The following characters are escaped in strings:
< |
> |
& |
' |
This makes it safe to embed such strings in any place in HTML with the notable exception of double-quoted attributes. In that case, you should single quote your attributes or HTML escape it in addition.
You can use the indent parameter to enable pretty printing. Set it to the number of spaces that the structures should be indented with.
Note that this filter is for use in HTML contexts only.
Formatting and Escaping
It is sometimes desirable – even necessary – to have Jinja ignore parts it would otherwise handle as variables or blocks. For example, if, with the default syntax, you want to use {{
as a raw string in a template and not start a variable, you have to use a trick.
The easiest way to output a literal variable delimiter ( {{ ) is by using a variable expression:
{{ '{{' }}
{% raw %} {% for item in seq %} {{ item }} {% endfor %} {% endraw %}
Function Calls
You can use macros to avoid repeated tasks
{% macro render_dialog(title, description='dialog') -%} {{title}} - {{description}} {{ caller() }} {%- endmacro %}
{% call render_dialog('Hello World') %} {% endcall %} output: Hello World
Example - audit trail creation process
Here are two examples of using $prev
to monitor changes to any specific fields on a Projects table. In these examples we check to see which of the fields are different from their previous value, then create an Audit Log record that’s related to that project:
Example - searching for a field value:
In our example, we have a field name: {{a.value}}
. In your search Jinja, you would re-write it as {{a.$prev.value}}
or if the field is {{b.address_field}}
it would be {{b.$prev.address_field}}
.
Note: In our example $prev
goes after the initial letter, so a.
or b.
etc.
Example - workaround for address fields with spaces
Address fields in Quickbase using the ‘parent’ label have the safe field name applied when creating the keys for address sub-fields in the pipelines schema. This means that any time you try to access a sub-field of an address field that contains spaces in the name, the Jinja expressions become invalid due to the spaces, or may get interpreted as a Jinja expression that differs from the user’s intent.

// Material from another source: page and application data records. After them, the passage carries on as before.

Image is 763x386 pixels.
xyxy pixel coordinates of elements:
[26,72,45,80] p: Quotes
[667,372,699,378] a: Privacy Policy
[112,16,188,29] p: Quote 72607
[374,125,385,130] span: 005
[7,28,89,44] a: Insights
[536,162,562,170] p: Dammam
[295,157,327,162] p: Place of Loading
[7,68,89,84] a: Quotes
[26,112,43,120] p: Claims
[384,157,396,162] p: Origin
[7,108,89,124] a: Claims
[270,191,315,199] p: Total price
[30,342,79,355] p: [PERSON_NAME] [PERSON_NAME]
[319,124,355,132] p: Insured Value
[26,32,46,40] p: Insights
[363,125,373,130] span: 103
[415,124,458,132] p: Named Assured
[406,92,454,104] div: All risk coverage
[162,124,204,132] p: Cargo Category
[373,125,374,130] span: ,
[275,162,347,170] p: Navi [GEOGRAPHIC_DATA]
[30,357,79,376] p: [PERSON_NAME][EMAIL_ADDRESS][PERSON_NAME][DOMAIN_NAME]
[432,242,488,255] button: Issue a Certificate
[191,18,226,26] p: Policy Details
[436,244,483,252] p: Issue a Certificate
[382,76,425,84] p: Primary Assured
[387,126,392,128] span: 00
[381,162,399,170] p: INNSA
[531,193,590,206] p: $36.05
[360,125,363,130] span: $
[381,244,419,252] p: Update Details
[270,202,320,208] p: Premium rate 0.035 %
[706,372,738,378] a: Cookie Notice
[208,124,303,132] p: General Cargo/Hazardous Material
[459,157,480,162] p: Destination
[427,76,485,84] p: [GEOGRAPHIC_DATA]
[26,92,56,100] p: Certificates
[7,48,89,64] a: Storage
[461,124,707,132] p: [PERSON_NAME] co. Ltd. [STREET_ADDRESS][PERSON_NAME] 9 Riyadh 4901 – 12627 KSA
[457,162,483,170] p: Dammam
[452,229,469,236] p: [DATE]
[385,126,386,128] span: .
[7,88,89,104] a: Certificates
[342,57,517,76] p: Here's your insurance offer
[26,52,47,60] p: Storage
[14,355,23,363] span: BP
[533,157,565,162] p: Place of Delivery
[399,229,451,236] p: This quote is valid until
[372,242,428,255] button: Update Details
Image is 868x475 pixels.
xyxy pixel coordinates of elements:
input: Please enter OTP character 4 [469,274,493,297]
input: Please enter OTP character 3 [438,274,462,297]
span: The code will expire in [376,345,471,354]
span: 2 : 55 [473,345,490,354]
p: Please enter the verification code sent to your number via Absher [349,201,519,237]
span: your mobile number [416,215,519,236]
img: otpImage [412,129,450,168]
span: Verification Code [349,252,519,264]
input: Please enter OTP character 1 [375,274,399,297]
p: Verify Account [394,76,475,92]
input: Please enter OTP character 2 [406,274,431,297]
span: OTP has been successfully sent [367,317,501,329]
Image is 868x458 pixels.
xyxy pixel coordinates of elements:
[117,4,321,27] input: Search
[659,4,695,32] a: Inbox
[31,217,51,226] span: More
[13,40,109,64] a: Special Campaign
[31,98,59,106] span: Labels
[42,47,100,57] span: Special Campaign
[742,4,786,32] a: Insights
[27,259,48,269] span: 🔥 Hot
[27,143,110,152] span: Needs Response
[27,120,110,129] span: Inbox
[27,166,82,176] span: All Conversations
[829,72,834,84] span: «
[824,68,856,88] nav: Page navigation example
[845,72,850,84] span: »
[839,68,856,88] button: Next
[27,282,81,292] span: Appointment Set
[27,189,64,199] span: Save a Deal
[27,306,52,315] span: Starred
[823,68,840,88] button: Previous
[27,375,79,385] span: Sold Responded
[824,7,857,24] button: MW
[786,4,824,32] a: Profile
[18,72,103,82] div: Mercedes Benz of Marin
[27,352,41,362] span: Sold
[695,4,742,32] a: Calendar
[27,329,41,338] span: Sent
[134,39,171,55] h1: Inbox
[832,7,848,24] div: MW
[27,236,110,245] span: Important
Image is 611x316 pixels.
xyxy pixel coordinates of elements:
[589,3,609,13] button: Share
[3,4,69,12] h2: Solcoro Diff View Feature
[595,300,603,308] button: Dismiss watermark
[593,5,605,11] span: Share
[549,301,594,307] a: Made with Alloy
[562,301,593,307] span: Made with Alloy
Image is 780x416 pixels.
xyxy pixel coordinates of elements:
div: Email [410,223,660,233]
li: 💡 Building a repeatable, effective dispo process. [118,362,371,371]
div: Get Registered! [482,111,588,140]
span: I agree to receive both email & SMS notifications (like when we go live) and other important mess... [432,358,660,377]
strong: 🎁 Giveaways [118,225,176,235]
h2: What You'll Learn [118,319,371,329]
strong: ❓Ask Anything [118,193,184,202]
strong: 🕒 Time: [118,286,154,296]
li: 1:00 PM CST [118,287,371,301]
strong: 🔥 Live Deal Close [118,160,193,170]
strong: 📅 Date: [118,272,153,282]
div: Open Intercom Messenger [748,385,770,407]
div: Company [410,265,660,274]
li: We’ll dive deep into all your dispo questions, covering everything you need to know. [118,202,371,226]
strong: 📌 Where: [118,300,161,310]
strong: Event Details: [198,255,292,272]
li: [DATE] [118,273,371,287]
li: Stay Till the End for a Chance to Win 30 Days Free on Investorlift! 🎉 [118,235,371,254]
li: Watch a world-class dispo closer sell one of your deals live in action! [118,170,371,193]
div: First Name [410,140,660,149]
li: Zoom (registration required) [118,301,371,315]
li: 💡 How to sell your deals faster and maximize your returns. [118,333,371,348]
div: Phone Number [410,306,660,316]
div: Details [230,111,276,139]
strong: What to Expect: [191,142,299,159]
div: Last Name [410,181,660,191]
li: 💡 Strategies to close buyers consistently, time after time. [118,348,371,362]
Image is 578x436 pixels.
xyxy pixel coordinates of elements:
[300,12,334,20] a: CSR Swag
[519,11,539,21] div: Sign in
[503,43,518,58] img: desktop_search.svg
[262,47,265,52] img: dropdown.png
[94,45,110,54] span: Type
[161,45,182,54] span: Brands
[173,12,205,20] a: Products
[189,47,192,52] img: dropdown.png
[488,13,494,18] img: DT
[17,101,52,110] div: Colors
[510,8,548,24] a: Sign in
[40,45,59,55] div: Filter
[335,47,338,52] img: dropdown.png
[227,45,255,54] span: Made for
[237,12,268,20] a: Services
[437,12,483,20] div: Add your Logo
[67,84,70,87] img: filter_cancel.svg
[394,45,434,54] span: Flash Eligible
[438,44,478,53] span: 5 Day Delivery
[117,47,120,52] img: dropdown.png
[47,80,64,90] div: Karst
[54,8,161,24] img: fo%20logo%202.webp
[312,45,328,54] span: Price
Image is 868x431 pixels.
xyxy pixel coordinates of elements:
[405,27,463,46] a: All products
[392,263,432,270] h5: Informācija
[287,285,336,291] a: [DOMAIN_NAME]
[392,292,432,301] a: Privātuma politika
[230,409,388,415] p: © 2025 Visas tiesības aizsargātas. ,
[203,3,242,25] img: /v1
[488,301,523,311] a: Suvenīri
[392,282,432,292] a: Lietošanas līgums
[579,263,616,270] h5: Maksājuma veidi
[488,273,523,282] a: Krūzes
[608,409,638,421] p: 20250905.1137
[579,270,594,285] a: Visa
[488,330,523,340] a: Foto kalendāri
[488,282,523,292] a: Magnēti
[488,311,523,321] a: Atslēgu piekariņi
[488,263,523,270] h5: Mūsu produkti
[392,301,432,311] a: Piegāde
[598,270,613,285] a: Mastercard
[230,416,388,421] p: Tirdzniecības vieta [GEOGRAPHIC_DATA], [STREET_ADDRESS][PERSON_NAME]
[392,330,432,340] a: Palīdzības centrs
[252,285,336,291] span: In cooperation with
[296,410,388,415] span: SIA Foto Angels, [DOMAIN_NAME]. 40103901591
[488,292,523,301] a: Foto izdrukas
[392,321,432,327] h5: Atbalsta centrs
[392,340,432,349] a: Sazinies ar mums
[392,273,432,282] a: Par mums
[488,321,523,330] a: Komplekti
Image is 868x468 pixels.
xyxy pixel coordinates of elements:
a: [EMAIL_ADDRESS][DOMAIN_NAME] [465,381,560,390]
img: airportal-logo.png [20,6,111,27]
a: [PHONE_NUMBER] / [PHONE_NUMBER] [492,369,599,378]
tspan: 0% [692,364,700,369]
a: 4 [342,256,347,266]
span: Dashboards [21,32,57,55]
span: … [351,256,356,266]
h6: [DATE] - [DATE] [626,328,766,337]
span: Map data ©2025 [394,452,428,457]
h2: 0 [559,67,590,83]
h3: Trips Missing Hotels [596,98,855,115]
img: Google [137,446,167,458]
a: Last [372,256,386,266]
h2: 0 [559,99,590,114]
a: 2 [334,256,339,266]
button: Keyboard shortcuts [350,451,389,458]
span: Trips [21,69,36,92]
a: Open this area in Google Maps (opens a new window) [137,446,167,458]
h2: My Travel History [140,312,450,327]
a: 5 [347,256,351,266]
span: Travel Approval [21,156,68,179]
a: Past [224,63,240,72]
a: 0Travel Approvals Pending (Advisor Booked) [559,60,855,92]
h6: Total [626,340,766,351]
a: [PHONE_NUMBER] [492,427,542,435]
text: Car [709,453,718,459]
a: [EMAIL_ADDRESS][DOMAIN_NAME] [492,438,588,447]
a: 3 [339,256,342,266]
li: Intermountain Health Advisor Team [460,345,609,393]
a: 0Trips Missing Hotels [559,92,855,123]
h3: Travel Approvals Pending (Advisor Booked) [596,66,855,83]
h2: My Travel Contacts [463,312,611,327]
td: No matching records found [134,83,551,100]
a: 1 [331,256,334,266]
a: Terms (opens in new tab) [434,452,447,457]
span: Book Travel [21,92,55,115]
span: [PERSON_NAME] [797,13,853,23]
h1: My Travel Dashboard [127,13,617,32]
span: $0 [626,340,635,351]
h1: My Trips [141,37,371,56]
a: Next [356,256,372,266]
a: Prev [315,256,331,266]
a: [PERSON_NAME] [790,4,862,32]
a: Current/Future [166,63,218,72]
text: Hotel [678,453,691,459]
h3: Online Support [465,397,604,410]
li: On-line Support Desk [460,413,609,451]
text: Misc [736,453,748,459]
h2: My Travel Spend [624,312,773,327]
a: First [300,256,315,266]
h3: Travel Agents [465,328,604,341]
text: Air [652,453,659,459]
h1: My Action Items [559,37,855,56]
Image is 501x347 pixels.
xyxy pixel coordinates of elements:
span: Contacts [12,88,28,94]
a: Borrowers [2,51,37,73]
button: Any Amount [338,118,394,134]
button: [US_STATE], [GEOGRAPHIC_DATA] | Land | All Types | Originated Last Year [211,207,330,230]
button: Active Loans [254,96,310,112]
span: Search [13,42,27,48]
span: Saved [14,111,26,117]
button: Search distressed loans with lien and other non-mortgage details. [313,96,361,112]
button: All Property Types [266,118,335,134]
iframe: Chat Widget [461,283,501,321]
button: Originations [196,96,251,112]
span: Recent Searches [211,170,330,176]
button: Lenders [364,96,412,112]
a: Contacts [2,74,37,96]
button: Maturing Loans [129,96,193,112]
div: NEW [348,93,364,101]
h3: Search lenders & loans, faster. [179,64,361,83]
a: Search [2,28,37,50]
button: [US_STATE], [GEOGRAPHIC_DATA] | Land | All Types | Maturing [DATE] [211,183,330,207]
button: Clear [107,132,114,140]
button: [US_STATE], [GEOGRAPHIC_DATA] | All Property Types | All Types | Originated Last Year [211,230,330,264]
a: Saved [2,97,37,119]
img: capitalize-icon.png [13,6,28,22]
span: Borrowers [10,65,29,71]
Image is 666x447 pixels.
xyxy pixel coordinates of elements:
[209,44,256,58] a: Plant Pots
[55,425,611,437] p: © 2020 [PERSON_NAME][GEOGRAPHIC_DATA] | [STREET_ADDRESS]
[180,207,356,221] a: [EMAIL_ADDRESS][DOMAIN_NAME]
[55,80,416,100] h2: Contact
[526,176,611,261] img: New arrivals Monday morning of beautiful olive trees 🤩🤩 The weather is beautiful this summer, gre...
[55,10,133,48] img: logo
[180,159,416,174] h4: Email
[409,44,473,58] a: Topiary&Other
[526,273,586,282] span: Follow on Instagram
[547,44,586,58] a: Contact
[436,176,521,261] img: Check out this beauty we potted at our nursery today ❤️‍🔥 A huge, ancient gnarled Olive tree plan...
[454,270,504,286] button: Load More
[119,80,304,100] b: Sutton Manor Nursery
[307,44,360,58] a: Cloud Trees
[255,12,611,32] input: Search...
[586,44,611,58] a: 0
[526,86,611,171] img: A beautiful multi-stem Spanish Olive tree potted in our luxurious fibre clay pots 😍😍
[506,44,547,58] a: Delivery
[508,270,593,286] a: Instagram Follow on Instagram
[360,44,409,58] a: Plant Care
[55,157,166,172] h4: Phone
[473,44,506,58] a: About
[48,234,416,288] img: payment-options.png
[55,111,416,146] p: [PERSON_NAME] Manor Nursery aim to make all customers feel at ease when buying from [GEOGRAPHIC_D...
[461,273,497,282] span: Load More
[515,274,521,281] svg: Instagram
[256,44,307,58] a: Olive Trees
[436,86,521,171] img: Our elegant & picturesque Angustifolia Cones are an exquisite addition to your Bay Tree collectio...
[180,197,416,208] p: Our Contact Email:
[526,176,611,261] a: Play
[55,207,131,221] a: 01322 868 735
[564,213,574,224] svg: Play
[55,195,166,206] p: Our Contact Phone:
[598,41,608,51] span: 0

To work with this behavior in a Jinja expression, we suggest you follow these guidelines:
Properties of objects in Jinja can be accessed either with the formats of {{a.my_field}}
or through {{a['my_field']}}
, which supports spaces in the property name.
Example - Sum of two numeric field values in another field
In this example, we perform a sum of two numeric field values in another field:
{{a.field_1 + a.field_2}}
Whether a search step returns a single record or many, it is returned as an array. If you use the for loop, it handles this for you. If not, you have to put in the index you want to reference. So instead of using b.jan_enhancing
you would use b[0].jan_enhancing
if you know that your search step will find results.
Working around reserved words in Jinja
If you need to write code that includes a word that is reserved in Jinja, enclose the word in quotes. For example, since items is a reserved word, change this:
{{b.json.items}}
to this
b.json['items']
Jinja tips
- Pipelines ignore fields with empty values in pipelines mapping, that is, it does not send them to the remote service, to avoid clearing a remote field accidentally. This, however, is a problem when you want to explicitly clear this field in an Update pipe. Solution: use template value {{CLEAR}} to clear a field, this is not bold in the rendered value.